**Records to use:**

= Beginning of Section =

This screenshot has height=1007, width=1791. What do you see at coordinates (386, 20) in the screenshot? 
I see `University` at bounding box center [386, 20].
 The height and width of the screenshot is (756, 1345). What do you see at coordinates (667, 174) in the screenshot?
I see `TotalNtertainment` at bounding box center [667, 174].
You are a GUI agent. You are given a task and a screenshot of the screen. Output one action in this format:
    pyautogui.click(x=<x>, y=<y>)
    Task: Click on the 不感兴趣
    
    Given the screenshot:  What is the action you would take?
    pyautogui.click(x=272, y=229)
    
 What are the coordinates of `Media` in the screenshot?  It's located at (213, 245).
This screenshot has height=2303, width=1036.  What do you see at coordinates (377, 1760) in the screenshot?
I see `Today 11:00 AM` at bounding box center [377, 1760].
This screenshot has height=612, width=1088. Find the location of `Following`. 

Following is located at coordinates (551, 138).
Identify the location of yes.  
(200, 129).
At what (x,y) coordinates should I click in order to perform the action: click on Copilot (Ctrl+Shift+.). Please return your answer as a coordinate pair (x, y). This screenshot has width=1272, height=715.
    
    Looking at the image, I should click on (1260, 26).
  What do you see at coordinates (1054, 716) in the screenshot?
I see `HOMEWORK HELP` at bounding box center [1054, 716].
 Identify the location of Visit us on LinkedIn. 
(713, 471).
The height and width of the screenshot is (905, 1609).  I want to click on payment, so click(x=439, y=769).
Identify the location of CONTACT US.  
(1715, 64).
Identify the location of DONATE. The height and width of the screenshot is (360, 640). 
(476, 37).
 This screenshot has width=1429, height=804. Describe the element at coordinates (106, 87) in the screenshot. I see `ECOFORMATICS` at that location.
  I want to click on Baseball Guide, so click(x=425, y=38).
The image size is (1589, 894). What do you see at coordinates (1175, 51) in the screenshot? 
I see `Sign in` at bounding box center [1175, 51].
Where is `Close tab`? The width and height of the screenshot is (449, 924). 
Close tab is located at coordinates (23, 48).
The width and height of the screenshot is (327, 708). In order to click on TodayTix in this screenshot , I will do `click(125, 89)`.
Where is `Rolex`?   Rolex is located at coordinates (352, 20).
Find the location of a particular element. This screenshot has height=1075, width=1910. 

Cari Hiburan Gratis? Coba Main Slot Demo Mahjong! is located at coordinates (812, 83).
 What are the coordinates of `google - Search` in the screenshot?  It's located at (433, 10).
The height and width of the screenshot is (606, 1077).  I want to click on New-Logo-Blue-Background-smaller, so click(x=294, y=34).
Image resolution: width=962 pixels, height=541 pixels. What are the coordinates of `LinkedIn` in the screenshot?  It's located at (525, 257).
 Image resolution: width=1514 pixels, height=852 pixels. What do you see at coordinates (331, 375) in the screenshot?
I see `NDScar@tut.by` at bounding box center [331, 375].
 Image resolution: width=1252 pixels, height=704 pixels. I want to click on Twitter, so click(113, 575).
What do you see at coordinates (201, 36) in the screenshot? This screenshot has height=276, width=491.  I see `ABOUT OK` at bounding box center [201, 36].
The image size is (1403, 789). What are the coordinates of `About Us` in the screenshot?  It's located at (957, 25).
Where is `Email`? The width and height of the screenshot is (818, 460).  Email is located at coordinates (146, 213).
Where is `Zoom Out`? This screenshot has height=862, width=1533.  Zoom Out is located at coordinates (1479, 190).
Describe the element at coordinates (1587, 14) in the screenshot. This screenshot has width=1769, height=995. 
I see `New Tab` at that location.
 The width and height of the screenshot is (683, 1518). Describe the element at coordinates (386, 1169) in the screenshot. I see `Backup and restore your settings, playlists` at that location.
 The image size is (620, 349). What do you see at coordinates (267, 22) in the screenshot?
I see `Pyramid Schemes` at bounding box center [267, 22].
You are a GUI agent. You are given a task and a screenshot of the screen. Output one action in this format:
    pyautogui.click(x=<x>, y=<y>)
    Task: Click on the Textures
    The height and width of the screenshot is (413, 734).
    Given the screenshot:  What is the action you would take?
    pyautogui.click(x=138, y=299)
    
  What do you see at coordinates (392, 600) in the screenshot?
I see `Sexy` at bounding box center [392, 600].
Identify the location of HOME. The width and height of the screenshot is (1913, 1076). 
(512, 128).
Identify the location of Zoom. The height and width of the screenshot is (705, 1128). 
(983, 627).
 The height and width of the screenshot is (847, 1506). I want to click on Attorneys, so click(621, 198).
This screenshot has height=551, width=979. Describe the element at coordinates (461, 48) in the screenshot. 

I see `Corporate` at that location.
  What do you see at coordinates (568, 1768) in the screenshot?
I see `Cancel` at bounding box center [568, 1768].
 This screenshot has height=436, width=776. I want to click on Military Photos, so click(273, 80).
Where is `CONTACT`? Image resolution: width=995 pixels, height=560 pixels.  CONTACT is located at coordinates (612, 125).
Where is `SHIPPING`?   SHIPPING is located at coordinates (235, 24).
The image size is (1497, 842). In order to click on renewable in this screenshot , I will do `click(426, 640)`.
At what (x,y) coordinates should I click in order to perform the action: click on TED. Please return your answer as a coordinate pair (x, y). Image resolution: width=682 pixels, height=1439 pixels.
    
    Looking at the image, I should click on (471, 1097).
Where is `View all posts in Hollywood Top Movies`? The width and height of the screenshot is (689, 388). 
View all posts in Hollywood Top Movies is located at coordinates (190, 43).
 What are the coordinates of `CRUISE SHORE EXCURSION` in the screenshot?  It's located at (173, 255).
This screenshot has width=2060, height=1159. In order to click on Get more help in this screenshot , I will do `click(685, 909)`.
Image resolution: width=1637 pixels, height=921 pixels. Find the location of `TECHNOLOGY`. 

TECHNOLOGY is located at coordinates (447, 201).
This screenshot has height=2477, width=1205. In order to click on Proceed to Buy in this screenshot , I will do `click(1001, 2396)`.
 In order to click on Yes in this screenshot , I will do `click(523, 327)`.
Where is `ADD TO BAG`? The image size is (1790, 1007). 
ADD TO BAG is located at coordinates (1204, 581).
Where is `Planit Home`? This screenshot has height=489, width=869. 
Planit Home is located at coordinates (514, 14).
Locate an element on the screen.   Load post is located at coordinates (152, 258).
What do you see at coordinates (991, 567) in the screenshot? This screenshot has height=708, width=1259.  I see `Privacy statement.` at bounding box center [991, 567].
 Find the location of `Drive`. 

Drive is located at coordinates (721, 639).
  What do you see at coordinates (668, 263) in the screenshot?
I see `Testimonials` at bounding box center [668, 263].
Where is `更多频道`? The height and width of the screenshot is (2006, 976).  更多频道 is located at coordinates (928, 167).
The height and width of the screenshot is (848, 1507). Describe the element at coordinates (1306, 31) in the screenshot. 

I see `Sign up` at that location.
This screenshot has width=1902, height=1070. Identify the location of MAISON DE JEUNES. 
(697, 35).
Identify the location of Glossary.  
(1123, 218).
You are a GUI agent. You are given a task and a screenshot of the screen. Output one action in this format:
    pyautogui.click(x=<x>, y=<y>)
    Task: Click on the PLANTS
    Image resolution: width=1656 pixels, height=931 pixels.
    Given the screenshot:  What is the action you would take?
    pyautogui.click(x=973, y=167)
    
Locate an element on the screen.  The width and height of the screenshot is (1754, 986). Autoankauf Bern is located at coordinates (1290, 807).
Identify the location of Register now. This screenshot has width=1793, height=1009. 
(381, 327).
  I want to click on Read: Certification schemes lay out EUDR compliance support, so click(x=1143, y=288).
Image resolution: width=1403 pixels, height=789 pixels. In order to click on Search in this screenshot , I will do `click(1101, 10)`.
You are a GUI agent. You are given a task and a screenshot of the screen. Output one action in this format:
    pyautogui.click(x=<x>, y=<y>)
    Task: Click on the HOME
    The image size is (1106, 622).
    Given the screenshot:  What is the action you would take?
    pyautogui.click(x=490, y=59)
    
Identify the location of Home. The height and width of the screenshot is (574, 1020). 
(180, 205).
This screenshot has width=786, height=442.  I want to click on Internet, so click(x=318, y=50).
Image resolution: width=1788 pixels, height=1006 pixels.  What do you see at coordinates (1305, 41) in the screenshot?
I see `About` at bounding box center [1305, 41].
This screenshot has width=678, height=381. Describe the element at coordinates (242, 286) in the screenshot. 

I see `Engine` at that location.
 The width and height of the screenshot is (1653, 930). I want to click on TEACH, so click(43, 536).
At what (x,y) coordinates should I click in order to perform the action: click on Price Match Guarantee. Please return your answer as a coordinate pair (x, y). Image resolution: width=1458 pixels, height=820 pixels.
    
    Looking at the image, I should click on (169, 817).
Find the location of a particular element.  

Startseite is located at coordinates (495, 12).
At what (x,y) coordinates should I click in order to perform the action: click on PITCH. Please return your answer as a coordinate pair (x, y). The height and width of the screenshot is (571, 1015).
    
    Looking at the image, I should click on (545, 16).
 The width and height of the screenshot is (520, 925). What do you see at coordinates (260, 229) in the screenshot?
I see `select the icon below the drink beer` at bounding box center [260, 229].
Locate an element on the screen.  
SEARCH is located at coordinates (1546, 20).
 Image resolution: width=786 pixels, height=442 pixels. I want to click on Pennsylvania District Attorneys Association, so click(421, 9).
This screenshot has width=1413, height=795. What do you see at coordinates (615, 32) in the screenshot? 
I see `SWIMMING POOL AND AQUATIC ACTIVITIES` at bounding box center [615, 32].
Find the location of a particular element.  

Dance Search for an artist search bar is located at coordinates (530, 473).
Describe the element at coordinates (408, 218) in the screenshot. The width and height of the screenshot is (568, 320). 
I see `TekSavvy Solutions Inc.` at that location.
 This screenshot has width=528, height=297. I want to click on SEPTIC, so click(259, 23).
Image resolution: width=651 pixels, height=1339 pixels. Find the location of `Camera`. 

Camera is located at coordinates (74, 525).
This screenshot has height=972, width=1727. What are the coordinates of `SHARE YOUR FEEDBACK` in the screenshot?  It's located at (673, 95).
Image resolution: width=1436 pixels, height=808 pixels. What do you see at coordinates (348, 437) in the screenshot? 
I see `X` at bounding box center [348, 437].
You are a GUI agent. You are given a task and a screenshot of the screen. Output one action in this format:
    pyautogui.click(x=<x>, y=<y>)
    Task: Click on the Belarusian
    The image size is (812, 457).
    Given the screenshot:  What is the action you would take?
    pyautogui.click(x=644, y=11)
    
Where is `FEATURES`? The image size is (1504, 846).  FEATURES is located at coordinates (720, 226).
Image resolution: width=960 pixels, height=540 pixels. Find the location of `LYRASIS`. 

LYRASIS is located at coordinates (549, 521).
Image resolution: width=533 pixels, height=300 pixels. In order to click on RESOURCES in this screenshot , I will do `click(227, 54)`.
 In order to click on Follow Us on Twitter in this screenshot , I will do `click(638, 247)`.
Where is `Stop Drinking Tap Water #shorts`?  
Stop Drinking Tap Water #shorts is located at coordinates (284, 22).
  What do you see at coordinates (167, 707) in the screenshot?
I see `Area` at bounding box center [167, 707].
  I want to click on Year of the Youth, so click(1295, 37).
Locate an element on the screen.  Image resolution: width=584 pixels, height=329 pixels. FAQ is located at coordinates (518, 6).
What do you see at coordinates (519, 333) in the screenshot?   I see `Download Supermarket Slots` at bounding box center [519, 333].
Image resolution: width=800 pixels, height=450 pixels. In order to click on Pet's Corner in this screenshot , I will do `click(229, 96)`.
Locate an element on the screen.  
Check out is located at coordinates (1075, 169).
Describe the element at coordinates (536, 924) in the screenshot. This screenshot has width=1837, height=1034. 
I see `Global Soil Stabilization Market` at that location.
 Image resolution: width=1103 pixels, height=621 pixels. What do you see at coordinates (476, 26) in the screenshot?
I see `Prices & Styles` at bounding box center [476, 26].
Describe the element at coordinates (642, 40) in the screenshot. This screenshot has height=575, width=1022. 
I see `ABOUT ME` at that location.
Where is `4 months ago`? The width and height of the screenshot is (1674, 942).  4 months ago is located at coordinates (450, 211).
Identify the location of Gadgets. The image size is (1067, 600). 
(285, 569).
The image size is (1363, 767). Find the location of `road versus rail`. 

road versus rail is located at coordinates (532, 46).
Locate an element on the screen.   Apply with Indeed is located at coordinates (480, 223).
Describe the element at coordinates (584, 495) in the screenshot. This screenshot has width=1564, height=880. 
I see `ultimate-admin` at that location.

= End of Section =

Copy only this part of the entries above: the line with "This screenshot has width=1413, height=795.", the line with "In order to click on Follow", and the lines between, all exactly as written.

This screenshot has width=1413, height=795. What do you see at coordinates (615, 32) in the screenshot? 
I see `SWIMMING POOL AND AQUATIC ACTIVITIES` at bounding box center [615, 32].
Find the location of a particular element.  

Dance Search for an artist search bar is located at coordinates (530, 473).
Describe the element at coordinates (408, 218) in the screenshot. The width and height of the screenshot is (568, 320). 
I see `TekSavvy Solutions Inc.` at that location.
 This screenshot has width=528, height=297. I want to click on SEPTIC, so click(259, 23).
Image resolution: width=651 pixels, height=1339 pixels. Find the location of `Camera`. 

Camera is located at coordinates (74, 525).
This screenshot has height=972, width=1727. What are the coordinates of `SHARE YOUR FEEDBACK` in the screenshot?  It's located at (673, 95).
Image resolution: width=1436 pixels, height=808 pixels. What do you see at coordinates (348, 437) in the screenshot? 
I see `X` at bounding box center [348, 437].
You are a GUI agent. You are given a task and a screenshot of the screen. Output one action in this format:
    pyautogui.click(x=<x>, y=<y>)
    Task: Click on the Belarusian
    The image size is (812, 457).
    Given the screenshot:  What is the action you would take?
    pyautogui.click(x=644, y=11)
    
Where is `FEATURES`? The image size is (1504, 846).  FEATURES is located at coordinates (720, 226).
Image resolution: width=960 pixels, height=540 pixels. Find the location of `LYRASIS`. 

LYRASIS is located at coordinates (549, 521).
Image resolution: width=533 pixels, height=300 pixels. In order to click on RESOURCES in this screenshot , I will do `click(227, 54)`.
 In order to click on Follow Us on Twitter in this screenshot , I will do `click(638, 247)`.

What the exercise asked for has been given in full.